Picture it: this is a phrase that so many creative thinkers use when they’re introducing their new project. The best ideas begin with a compelling image. In a single image lies a larger story, a whole series of suggestions, memories from the past, and gestures toward the future. Visual aids are indispensible tools for any innovator that help generate and motivate breakthrough change.
To harness the power of visuality is to tap into one of our mind’s most profound capacities: a large part of our brain is designed to create pictures. We imagine and dream in pictures. In the Middle Ages, when most people were unable to read, visualization was the main source of meaning and comprehension. People read churches and other architectural creations the way we read texts today. The mere sight of a portico or a spire or any spot of a building would trigger another image in the mind, a story, a recollection, a set of associations. Our ability to visualize has been a critical element in the development of our creative capacities throughout history.
We manage a complex array of images on an everyday basis. Consider, for example, an ordinary activity like driving down a highway and all the different kinds of visual cues that we make sense of both actively and unconsciously. There’s information scurried across our dashboard, window, rear window, mirrors. Then there’s the outside images that confront us–traffic lights, street signs, billboards. And this isn’t even to mention the extraneous distractions inside the car: radios, phones, other passengers. Our ability to synthesize this overwhelming amount of visual material without making it seem like anything but a routine act is simply astounding. It’s something that even parallel data-processing computers can’t do.
So how can you mobilize these innate ocular talents and put them to work in your creative endeavors? Here are three kinds of visual aids to use as inspiration for your next innovation initiative.
1. Artifacts of Thought: Try imagining the future as something that’s already happened. Make your project into an object you can see today–before it’s finished. Take a dusty old book cover and put the name of your unwritten novel on it. Now it’s as if the novel is waiting for you to write it. Draw a picture of that little cottage on the glen overlooking the lake that you’ve been saving up all these years to purchase or build. That literal artifact of what’s soon-to-be will push you forward to realize your goal. It may not exist in the real world yet, but once it exists in your mind, you’ve made it past the first step.
2. Manifestos: These are declarations of intent, announcements or proclamations of the things that you will do. The late American mythologist Joseph Campbell said, “Follow your bliss.” It became a simple statement with immense power. Manifestos give us a sense of destiny. Many people create their own catchphrases or slogans that encapsulate their core values or approaches to life. Others have particular songs–or even soundtracks–that articulate and encourage their ambitions. What’s on your innovation mix tape?
3. Dashboards: Now that you can see your future, you need a way to actually reach it. This is exactly what dashboards do: they are roadmaps that help you get from one place to the next. They may take the form of graphics or mandalas or word clouds or concept maps that put together all the individual pieces to a big project. They may also take the form of lists–lists of guidelines or rules of thumb you might put on a poster. Your dashboard doesn’t have to be linear, but it should tell you how to get from here to there.
It’s no coincidence that the word “visionary” denotes having the ability to see well and possessing a gift of creativity. Gathering the visual aids to accompany your innovation initiative both stimulates and sustains creative energy. What does your future look like today?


● What you should do
Repeat, exactly as written, all of the entries, but not their pictures.

● Data provided
◇ ◇ ◇ ◇ ◇

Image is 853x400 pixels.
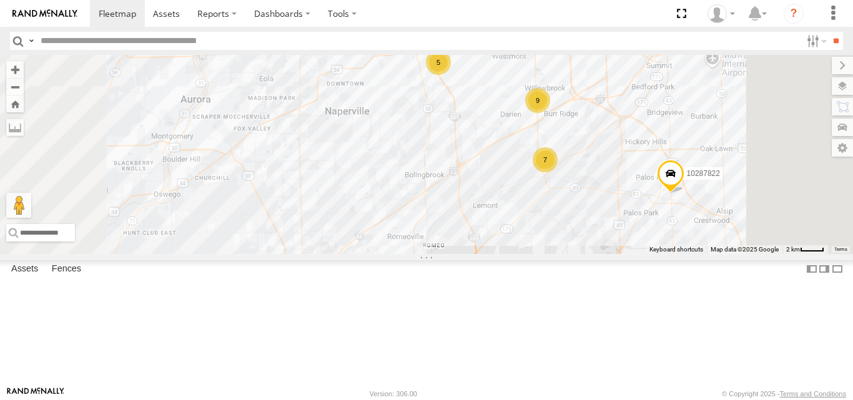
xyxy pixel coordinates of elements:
[46,261,87,279] label: Fences
[6,193,31,218] button: Drag Pegman onto the map to open Street View
[12,9,77,18] img: rand-logo.svg
[687,170,720,179] span: 10287822
[831,260,844,279] label: Hide Summary Table
[806,260,818,279] label: Dock Summary Table to the Left
[786,246,800,253] span: 2 km
[6,119,24,136] label: Measure
[780,390,846,398] a: Terms and Conditions
[426,50,451,75] div: 5
[802,32,829,50] label: Search Filter Options
[722,390,846,398] div: © Copyright 2025 -
[7,388,64,400] a: Visit our Website
[835,247,848,252] a: Terms (opens in new tab)
[26,32,36,50] label: Search Query
[784,4,804,24] i: ?
[6,78,24,96] button: Zoom out
[525,88,550,113] div: 9
[711,246,779,253] span: Map data ©2025 Google
[6,61,24,78] button: Zoom in
[533,147,558,172] div: 7
[703,4,740,23] div: Ed Pruneda
[6,96,24,112] button: Zoom Home
[5,261,44,279] label: Assets
[832,139,853,157] label: Map Settings
[370,390,417,398] div: Version: 306.00
[818,260,831,279] label: Dock Summary Table to the Right
[650,246,703,254] button: Keyboard shortcuts
[783,246,828,254] button: Map Scale: 2 km per 35 pixels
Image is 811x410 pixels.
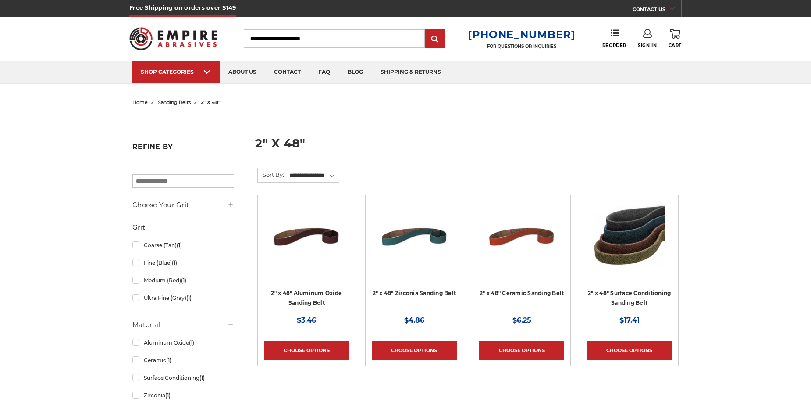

◇ ◇ ◇ ◇ ◇

● Written response
Image is 853x400 pixels.
xyxy pixel coordinates of elements:
[46,261,87,279] label: Fences
[6,193,31,218] button: Drag Pegman onto the map to open Street View
[12,9,77,18] img: rand-logo.svg
[687,170,720,179] span: 10287822
[831,260,844,279] label: Hide Summary Table
[806,260,818,279] label: Dock Summary Table to the Left
[786,246,800,253] span: 2 km
[6,119,24,136] label: Measure
[780,390,846,398] a: Terms and Conditions
[426,50,451,75] div: 5
[802,32,829,50] label: Search Filter Options
[722,390,846,398] div: © Copyright 2025 -
[7,388,64,400] a: Visit our Website
[835,247,848,252] a: Terms (opens in new tab)
[26,32,36,50] label: Search Query
[784,4,804,24] i: ?
[6,78,24,96] button: Zoom out
[525,88,550,113] div: 9
[711,246,779,253] span: Map data ©2025 Google
[6,61,24,78] button: Zoom in
[533,147,558,172] div: 7
[703,4,740,23] div: Ed Pruneda
[6,96,24,112] button: Zoom Home
[5,261,44,279] label: Assets
[832,139,853,157] label: Map Settings
[370,390,417,398] div: Version: 306.00
[818,260,831,279] label: Dock Summary Table to the Right
[650,246,703,254] button: Keyboard shortcuts
[783,246,828,254] button: Map Scale: 2 km per 35 pixels
Image is 811x410 pixels.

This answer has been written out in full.